The stranger went to the hotel, around it to the stable, and led out his horse. Saddling hurriedly, he led it away, mounted and rode carelessly toward the ridge road. He had not gone far along the latter when a horseman pushed up out of a gully below the thoroughfare and joined him.

"Well, what's on yore mind?" asked the coroner.

"Did th' sheriff find out anythin' in Franklin?" asked the stranger.

"Nothin' that he said anythin' about," answered the coroner. "He follered th' tracks of a broken hoss-shoe almost into town, an' lost 'em in th' heavier travel."

"They went into Franklin, but they didn't come out again," said the stranger. "I reckon that hoss-shoe can be found in th' blacksmith shop. Th' killer had a brand-new shoe put on in Franklin—one new shoe. It was like swappin' a rattlesnake for a copperhead, but th' fool didn't realize it. He rode back home north of th' reg'lar trail. I know where he is, an' I know his name; an' if th' sheriff will do what I did, he can collect enough proof for a first-class hangin'. I don't want to be connected up with it. I'm goin' to have troubles enough of my own without bein' blamed for trackin' down Tobe's murderer. There's only one thing I haven't found out or tried to find out: th' reason why Tobe was killed. There must have been one. Th' sheriff, knowin' everybody in these parts, should be able to learn that without much trouble, once he gets his man behind bars."

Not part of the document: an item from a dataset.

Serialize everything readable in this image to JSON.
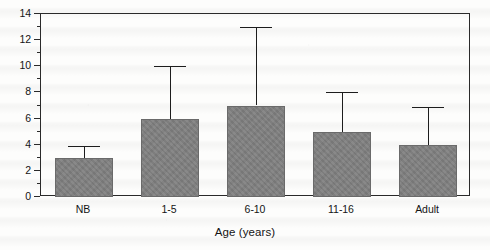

"Stranger, just how are you interested in this mess, an' who are you?" asked the coroner with deep curiosity, thinking in terms of the great Cattlemen's Association.

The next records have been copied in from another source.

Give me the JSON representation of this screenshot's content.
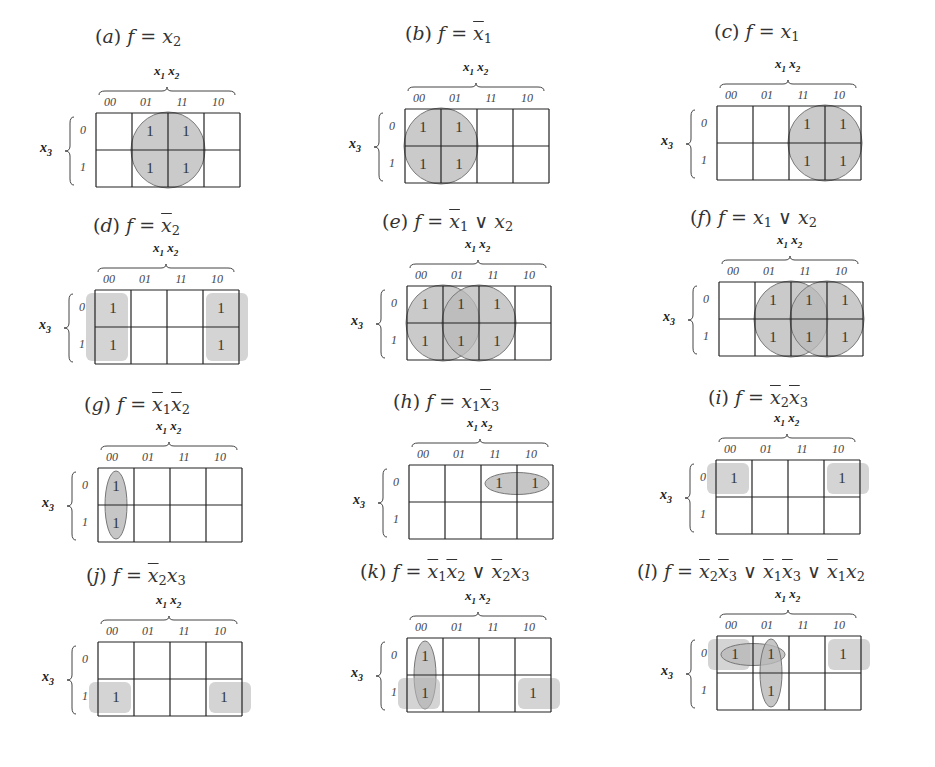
{
  "figure": {
    "column_variable_label": "x1 x2",
    "row_variable_label": "x3",
    "column_codes": [
      "00",
      "01",
      "11",
      "10"
    ],
    "row_codes": [
      "0",
      "1"
    ],
    "one_symbol": "1",
    "shade_color": "#b8b8b8",
    "grid_color": "#222222"
  },
  "panels": [
    {
      "id": "a",
      "label": "(a)",
      "formula_text": "f = x2",
      "ones": [
        [
          0,
          1
        ],
        [
          0,
          2
        ],
        [
          1,
          1
        ],
        [
          1,
          2
        ]
      ],
      "groups": [
        {
          "shape": "circle",
          "cells": [
            [
              0,
              1
            ],
            [
              0,
              2
            ],
            [
              1,
              1
            ],
            [
              1,
              2
            ]
          ]
        }
      ]
    },
    {
      "id": "b",
      "label": "(b)",
      "formula_text": "f = x̄1",
      "ones": [
        [
          0,
          0
        ],
        [
          0,
          1
        ],
        [
          1,
          0
        ],
        [
          1,
          1
        ]
      ],
      "groups": [
        {
          "shape": "circle",
          "cells": [
            [
              0,
              0
            ],
            [
              0,
              1
            ],
            [
              1,
              0
            ],
            [
              1,
              1
            ]
          ]
        }
      ]
    },
    {
      "id": "c",
      "label": "(c)",
      "formula_text": "f = x1",
      "ones": [
        [
          0,
          2
        ],
        [
          0,
          3
        ],
        [
          1,
          2
        ],
        [
          1,
          3
        ]
      ],
      "groups": [
        {
          "shape": "circle",
          "cells": [
            [
              0,
              2
            ],
            [
              0,
              3
            ],
            [
              1,
              2
            ],
            [
              1,
              3
            ]
          ]
        }
      ]
    },
    {
      "id": "d",
      "label": "(d)",
      "formula_text": "f = x̄2",
      "ones": [
        [
          0,
          0
        ],
        [
          1,
          0
        ],
        [
          0,
          3
        ],
        [
          1,
          3
        ]
      ],
      "groups": [
        {
          "shape": "wrap-rect",
          "cells": [
            [
              0,
              0
            ],
            [
              1,
              0
            ],
            [
              0,
              3
            ],
            [
              1,
              3
            ]
          ]
        }
      ]
    },
    {
      "id": "e",
      "label": "(e)",
      "formula_text": "f = x̄1 ∨ x2",
      "ones": [
        [
          0,
          0
        ],
        [
          0,
          1
        ],
        [
          0,
          2
        ],
        [
          1,
          0
        ],
        [
          1,
          1
        ],
        [
          1,
          2
        ]
      ],
      "groups": [
        {
          "shape": "circle",
          "cells": [
            [
              0,
              0
            ],
            [
              0,
              1
            ],
            [
              1,
              0
            ],
            [
              1,
              1
            ]
          ]
        },
        {
          "shape": "circle",
          "cells": [
            [
              0,
              1
            ],
            [
              0,
              2
            ],
            [
              1,
              1
            ],
            [
              1,
              2
            ]
          ]
        }
      ]
    },
    {
      "id": "f",
      "label": "(f)",
      "formula_text": "f = x1 ∨ x2",
      "ones": [
        [
          0,
          1
        ],
        [
          0,
          2
        ],
        [
          0,
          3
        ],
        [
          1,
          1
        ],
        [
          1,
          2
        ],
        [
          1,
          3
        ]
      ],
      "groups": [
        {
          "shape": "circle",
          "cells": [
            [
              0,
              1
            ],
            [
              0,
              2
            ],
            [
              1,
              1
            ],
            [
              1,
              2
            ]
          ]
        },
        {
          "shape": "circle",
          "cells": [
            [
              0,
              2
            ],
            [
              0,
              3
            ],
            [
              1,
              2
            ],
            [
              1,
              3
            ]
          ]
        }
      ]
    },
    {
      "id": "g",
      "label": "(g)",
      "formula_text": "f = x̄1x̄2",
      "ones": [
        [
          0,
          0
        ],
        [
          1,
          0
        ]
      ],
      "groups": [
        {
          "shape": "ellipse-vertical",
          "cells": [
            [
              0,
              0
            ],
            [
              1,
              0
            ]
          ]
        }
      ]
    },
    {
      "id": "h",
      "label": "(h)",
      "formula_text": "f = x1x̄3",
      "ones": [
        [
          0,
          2
        ],
        [
          0,
          3
        ]
      ],
      "groups": [
        {
          "shape": "ellipse-horizontal",
          "cells": [
            [
              0,
              2
            ],
            [
              0,
              3
            ]
          ]
        }
      ]
    },
    {
      "id": "i",
      "label": "(i)",
      "formula_text": "f = x̄2x̄3",
      "ones": [
        [
          0,
          0
        ],
        [
          0,
          3
        ]
      ],
      "groups": [
        {
          "shape": "wrap-rect",
          "cells": [
            [
              0,
              0
            ],
            [
              0,
              3
            ]
          ]
        }
      ]
    },
    {
      "id": "j",
      "label": "(j)",
      "formula_text": "f = x̄2x3",
      "ones": [
        [
          1,
          0
        ],
        [
          1,
          3
        ]
      ],
      "groups": [
        {
          "shape": "wrap-rect",
          "cells": [
            [
              1,
              0
            ],
            [
              1,
              3
            ]
          ]
        }
      ]
    },
    {
      "id": "k",
      "label": "(k)",
      "formula_text": "f = x̄1x̄2 ∨ x̄2x3",
      "ones": [
        [
          0,
          0
        ],
        [
          1,
          0
        ],
        [
          1,
          3
        ]
      ],
      "groups": [
        {
          "shape": "ellipse-vertical",
          "cells": [
            [
              0,
              0
            ],
            [
              1,
              0
            ]
          ]
        },
        {
          "shape": "wrap-rect",
          "cells": [
            [
              1,
              0
            ],
            [
              1,
              3
            ]
          ]
        }
      ]
    },
    {
      "id": "l",
      "label": "(l)",
      "formula_text": "f = x̄2x̄3 ∨ x̄1x̄3 ∨ x̄1x2",
      "ones": [
        [
          0,
          0
        ],
        [
          0,
          1
        ],
        [
          0,
          3
        ],
        [
          1,
          1
        ]
      ],
      "groups": [
        {
          "shape": "wrap-rect",
          "cells": [
            [
              0,
              0
            ],
            [
              0,
              3
            ]
          ]
        },
        {
          "shape": "ellipse-horizontal",
          "cells": [
            [
              0,
              0
            ],
            [
              0,
              1
            ]
          ]
        },
        {
          "shape": "ellipse-vertical",
          "cells": [
            [
              0,
              1
            ],
            [
              1,
              1
            ]
          ]
        }
      ]
    }
  ]
}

"You can call me Mesquite," replied the stranger. "If you or th' sheriff want to know anythin' about me, an' have reasons for it, I can give you th' name of a sheriff up in Montana who can tell you. You wouldn't believe me if I told you, but you might believe him. Now, then: you say th' Lazy S has been slippin', an' you reckon that old woman is headed for th' poorhouse, to live on charity. I'm tellin' you that she ain't headed for there a-tall. Not if I can get me a job of punchin' on her ranch, she ain't. There's a lot of pole cats under this particular pile of brush, but if I'm let, I'll smoke 'em out, an' mebby it'll be with powder smoke. There's a lot of things I want to know, an' I reckon I'll have to prove myself to you an' th' sheriff if I get any help from you fellers. You or th' sheriff write to Hopalong Cassidy, Twin River, Montana. He's sheriff now, Buck Peters havin' quit th' job in favour of a better man. You ask him what you want to know about Mesquite Jenkins. I'll write a note to go with yore letter, tellin' him that it's all right for him to answer. Will you do it?"

"Right quick," answered the coroner. "Anythin' else you want me to tell th' sheriff?"

"Yes," answered Mesquite, and he told the coroner everything he had observed and heard and the conclusions he had drawn. He reached into his pocket and took out the second empty shell, the one he had scooped up from the desert, the one which had killed Tobe's horse.

"Give this to the sheriff, if he wants it," he said. "It's marked with three X's. Which way are you ridin' now?"

"Seein' that I know this section much better than you do, I'll circle around an' come into town another way. You strike right back th' way you came. Jenkins, you——"

"Don't call me that!" snapped Mesquite. "Family names can be traced too easy. Anybody might be called Mesquite. You call me that."

"Mesquite," said the coroner simply. "I like yore ways. After I hear from that Montana sheriff I'll mebby like 'em a whole lot better. If you can clear up that mess out at th' Lazy S, every decent man in this country will be yore friend. Shake!"

"Thanks. Good-night," said Mesquite, shaking hands. Then he whirled his horse and rode back the way he had come.